To achieve that, most of the heavy work should be accomplished by background processing (reservation, scheduling, that is issueing planned operations and their outcomes) leaving only fast confirmations to human operators. Obviously, a lot depends on downstream components, but the examples should demonstrate a way of doing it.

Quality

This is an obvious benefit of having focused goals: we can afford greater efforts towards quality in the scope of WMS Base than we would for a complete system.

So, for instance, it is fully unit tested, and abides to PEP8 coding standards, and that is checked by continuous integration systems (Travis CI at the time of this writing).

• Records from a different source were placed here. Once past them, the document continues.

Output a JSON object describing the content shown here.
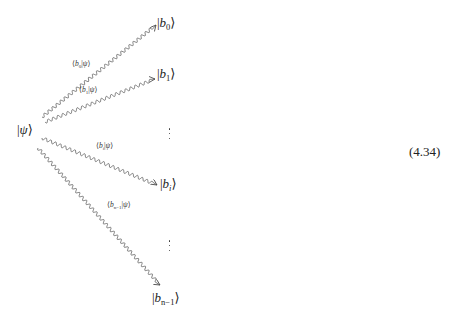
{
  "equation": {
    "number": "(4.34)",
    "source": {
      "label": "|ψ⟩",
      "symbol": "ψ"
    },
    "targets": [
      {
        "id": "b0",
        "base": "b",
        "sub": "0",
        "label": "|b₀⟩"
      },
      {
        "id": "b1",
        "base": "b",
        "sub": "1",
        "label": "|b₁⟩"
      },
      {
        "id": "bi",
        "base": "b",
        "sub": "i",
        "label": "|bᵢ⟩"
      },
      {
        "id": "bn1",
        "base": "b",
        "sub": "n−1",
        "label": "|bₙ₋₁⟩"
      }
    ],
    "coefficients": [
      {
        "id": "c0",
        "base": "b",
        "sub": "0",
        "label": "⟨b₀|ψ⟩"
      },
      {
        "id": "c1",
        "base": "b",
        "sub": "1",
        "label": "⟨b₁|ψ⟩"
      },
      {
        "id": "ci",
        "base": "b",
        "sub": "i",
        "label": "⟨bᵢ|ψ⟩"
      },
      {
        "id": "cn1",
        "base": "b",
        "sub": "n−1",
        "label": "⟨bₙ₋₁|ψ⟩"
      }
    ],
    "ellipses": [
      "⋮",
      "⋮"
    ],
    "arrow_style": "wavy (snake) arrow",
    "color": "#333333"
  }
}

Despite what everybody would say, end applications are often plagued with the dire need of getting stuff in production as soon as possible, maybe bypassing procedures in case of emergencies, and it requires a great amount of will and freedom for the developers to sanitize it after the fact.

Thanks to the flexibility of Anyblok, downstream developers are free to override anything from WMS Base, be it for quick workarounds or features. This means that within WMS Base, we have no need to rush for anything we’d missed, bug or feature, even if it’s crucial for one application that we happen to maintain ourselves.

In the case of features that end developers feel should be part of WMS Base, they can be upstreamed later through pull requests, discussed, maybe become new optional bloks if not fit for the provided ones. In the meanwhile, WMS Base quality won’t be affected.

PS: nobody’s perfect, and we certainly aren’t. If you feel that quality is lacking, and especially if you have proposals, feel free to tell us about it.